In one of the first reports of its kind, the U.S. DOT has concluded that time spent detained at shipper or receiver facilities cuts truck driver pay by between $1.1 billion and $1.3 billion annually, in addition to crimping industry safety. An extra 15 minutes spent detained beyond the standard two-hour window causes industry crash risk to climb 6.2 percent, the DOT has estimated. That’s an average of about 6,500 additional crashes annually, the report notes.
Drivers see an average annual pay loss of between $1,281 and $1,534, the report concludes, and carrier income is cut by between $250 million and $302 million annually due to detention time, the DOT says.
However, the report concludes that little data exists on detention time. The DOT’s Office of Inspector General, who produced the report, has called on the Federal Motor Carrier Safety Administration to boost data collection efforts around the issue. FMCSA took steps in 2016 to try to collect anecdotal data from carriers and drivers about detention time. But “the agency has no plans to verify the data that motor carriers and drivers would provide,” the DOT says in its report, issued last week. “As a result, the data may not accurately describe how the diverse trucking industry experiences driver detention, which would limit any further analysis of the impacts.”
The DOT notes a need for electronic data, which is more hard and fast than anecdotal data. However, it does not make mention of the potential for collection and use of electronic log data in determining the scope of detention time and its effects on industry earnings and safety.
The 2015 FAST Act highway bill directed FMCSA to collect data on driver detention time, which prompted the agency’s 2016 initiative on collecting anecdotal data from industry stakeholders. The report notes that an FMCSA official has said “the costs of rigorous data collection and analysis would likely outweigh the benefit and [FMCSA] primarily views detention as a market efficiency problem best addressed by private industry,” according to the report, despite the safety issues detention time can create.
The DOT determines that the increased crash risk stems from “fatigue or desire to recover lost income” by drivers who experience detention time beyond the two-hour benchline. The report is based on data from 2013, collected by several studies performed by private parties like the Owner-Operator Independent Drivers Association and the American Transportation Research Institute, as well as data from FMCSA. Analysis was conducted for the report in 2016 and 2017 by the DOT OIG. Researchers extrapolated from this data set and others on industry revenue and crash statistics to form the figures presented in the study.
The OIG has recommended that FMCSA “collaborate with industry stakeholders to develop and implement a plan to collect and analyze reliable, accurate and representative data on the frequency and severity of driver detention times.”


(ASSIGNED TASK)
Copy the listing below in full and skip every picture.

(TASK INPUT)
++++
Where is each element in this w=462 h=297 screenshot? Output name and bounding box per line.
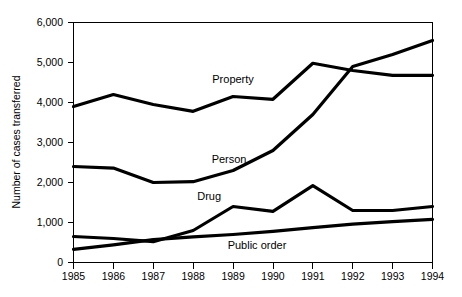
y-tick-label-6000: 6,000 [37,16,63,28]
y-tick-label-3000: 3,000 [37,136,63,148]
y-tick-label-4000: 4,000 [37,96,63,108]
line-chart: 0 1,000 2,000 3,000 4,000 5,000 6,000 Nu… [0,0,462,297]
y-axis: 0 1,000 2,000 3,000 4,000 5,000 6,000 [37,16,74,268]
y-tick-label-0: 0 [57,256,63,268]
x-axis: 1985 1986 1987 1988 1989 1990 1991 1992 … [62,263,445,283]
x-tick-label-1988: 1988 [182,270,206,282]
x-tick-label-1986: 1986 [102,270,126,282]
series-line-person [74,41,433,183]
series-label-person: Person [212,153,247,165]
x-tick-label-1992: 1992 [341,270,365,282]
series-label-public-order: Public order [228,239,287,251]
x-tick-label-1991: 1991 [301,270,325,282]
y-tick-label-1000: 1,000 [37,216,63,228]
x-tick-label-1987: 1987 [142,270,166,282]
x-tick-label-1985: 1985 [62,270,86,282]
x-tick-label-1993: 1993 [381,270,405,282]
chart-figure: 0 1,000 2,000 3,000 4,000 5,000 6,000 Nu… [0,0,462,297]
series-label-drug: Drug [197,190,221,202]
x-tick-label-1994: 1994 [421,270,445,282]
series-group [74,41,433,250]
x-tick-label-1990: 1990 [261,270,285,282]
y-tick-label-5000: 5,000 [37,56,63,68]
y-axis-title: Number of cases transferred [10,75,22,208]
series-line-property [74,63,433,111]
series-label-property: Property [212,73,254,85]
y-tick-label-2000: 2,000 [37,176,63,188]
x-tick-label-1989: 1989 [221,270,245,282]
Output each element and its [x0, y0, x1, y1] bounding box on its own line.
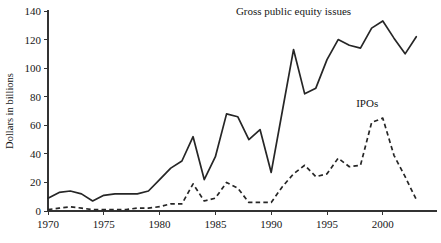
x-tick-label: 1995 [316, 218, 339, 230]
x-tick-label: 1970 [37, 218, 60, 230]
chart-figure: 020406080100120140 197019751980198519901… [0, 0, 441, 243]
plot-axes [44, 10, 437, 215]
x-tick-label: 1975 [93, 218, 116, 230]
y-tick-label: 100 [25, 62, 42, 74]
y-tick-label: 80 [30, 91, 42, 103]
y-tick-label: 120 [25, 34, 42, 46]
y-axis-title: Dollars in billions [4, 73, 15, 149]
x-axis-ticks [48, 211, 383, 215]
y-tick-label: 20 [30, 176, 42, 188]
chart-canvas: 020406080100120140 197019751980198519901… [0, 0, 441, 243]
y-tick-label: 60 [30, 119, 42, 131]
y-axis-ticks [44, 11, 48, 211]
chart-series-group [48, 21, 416, 210]
x-axis-tick-labels: 1970197519801985199019952000 [37, 218, 394, 230]
series-annotation-gross-public-equity-issues: Gross public equity issues [236, 5, 351, 17]
x-tick-label: 1985 [204, 218, 227, 230]
y-tick-label: 140 [25, 5, 42, 17]
x-tick-label: 2000 [372, 218, 395, 230]
series-annotation-ipos: IPOs [356, 97, 378, 109]
y-axis-tick-labels: 020406080100120140 [25, 5, 42, 217]
y-tick-label: 40 [30, 148, 42, 160]
series-line-gross-public-equity-issues [48, 21, 416, 201]
x-tick-label: 1990 [260, 218, 283, 230]
x-tick-label: 1980 [149, 218, 172, 230]
y-tick-label: 0 [36, 205, 42, 217]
++++
(SOLUTION FOR THIS EXERCISE)
Where is each element in this w=462 h=297 screenshot? Output name and bounding box per line.
y-tick-label-6000: 6,000 [37,16,63,28]
y-tick-label-3000: 3,000 [37,136,63,148]
y-tick-label-4000: 4,000 [37,96,63,108]
line-chart: 0 1,000 2,000 3,000 4,000 5,000 6,000 Nu… [0,0,462,297]
y-axis: 0 1,000 2,000 3,000 4,000 5,000 6,000 [37,16,74,268]
y-tick-label-0: 0 [57,256,63,268]
x-axis: 1985 1986 1987 1988 1989 1990 1991 1992 … [62,263,445,283]
x-tick-label-1988: 1988 [182,270,206,282]
x-tick-label-1986: 1986 [102,270,126,282]
series-line-person [74,41,433,183]
series-label-person: Person [212,153,247,165]
x-tick-label-1992: 1992 [341,270,365,282]
series-label-public-order: Public order [228,239,287,251]
x-tick-label-1991: 1991 [301,270,325,282]
y-tick-label-1000: 1,000 [37,216,63,228]
x-tick-label-1987: 1987 [142,270,166,282]
x-tick-label-1985: 1985 [62,270,86,282]
x-tick-label-1993: 1993 [381,270,405,282]
chart-figure: 0 1,000 2,000 3,000 4,000 5,000 6,000 Nu… [0,0,462,297]
series-label-drug: Drug [197,190,221,202]
x-tick-label-1994: 1994 [421,270,445,282]
series-group [74,41,433,250]
x-tick-label-1990: 1990 [261,270,285,282]
y-tick-label-5000: 5,000 [37,56,63,68]
y-axis-title: Number of cases transferred [10,75,22,208]
series-line-property [74,63,433,111]
series-label-property: Property [212,73,254,85]
y-tick-label-2000: 2,000 [37,176,63,188]
x-tick-label-1989: 1989 [221,270,245,282]
Output each element and its [x0, y0, x1, y1] bounding box on its own line.
x-tick-label: 1995 [316, 218, 339, 230]
x-tick-label: 1970 [37, 218, 60, 230]
chart-figure: 020406080100120140 197019751980198519901… [0, 0, 441, 243]
plot-axes [44, 10, 437, 215]
x-tick-label: 1975 [93, 218, 116, 230]
y-tick-label: 100 [25, 62, 42, 74]
y-tick-label: 80 [30, 91, 42, 103]
y-tick-label: 120 [25, 34, 42, 46]
y-axis-title: Dollars in billions [4, 73, 15, 149]
x-axis-ticks [48, 211, 383, 215]
y-tick-label: 20 [30, 176, 42, 188]
chart-canvas: 020406080100120140 197019751980198519901… [0, 0, 441, 243]
y-tick-label: 60 [30, 119, 42, 131]
y-axis-ticks [44, 11, 48, 211]
chart-series-group [48, 21, 416, 210]
x-axis-tick-labels: 1970197519801985199019952000 [37, 218, 394, 230]
series-annotation-gross-public-equity-issues: Gross public equity issues [236, 5, 351, 17]
x-tick-label: 1985 [204, 218, 227, 230]
y-tick-label: 140 [25, 5, 42, 17]
x-tick-label: 2000 [372, 218, 395, 230]
series-annotation-ipos: IPOs [356, 97, 378, 109]
y-axis-tick-labels: 020406080100120140 [25, 5, 42, 217]
y-tick-label: 40 [30, 148, 42, 160]
series-line-gross-public-equity-issues [48, 21, 416, 201]
x-tick-label: 1990 [260, 218, 283, 230]
x-tick-label: 1980 [149, 218, 172, 230]
y-tick-label: 0 [36, 205, 42, 217]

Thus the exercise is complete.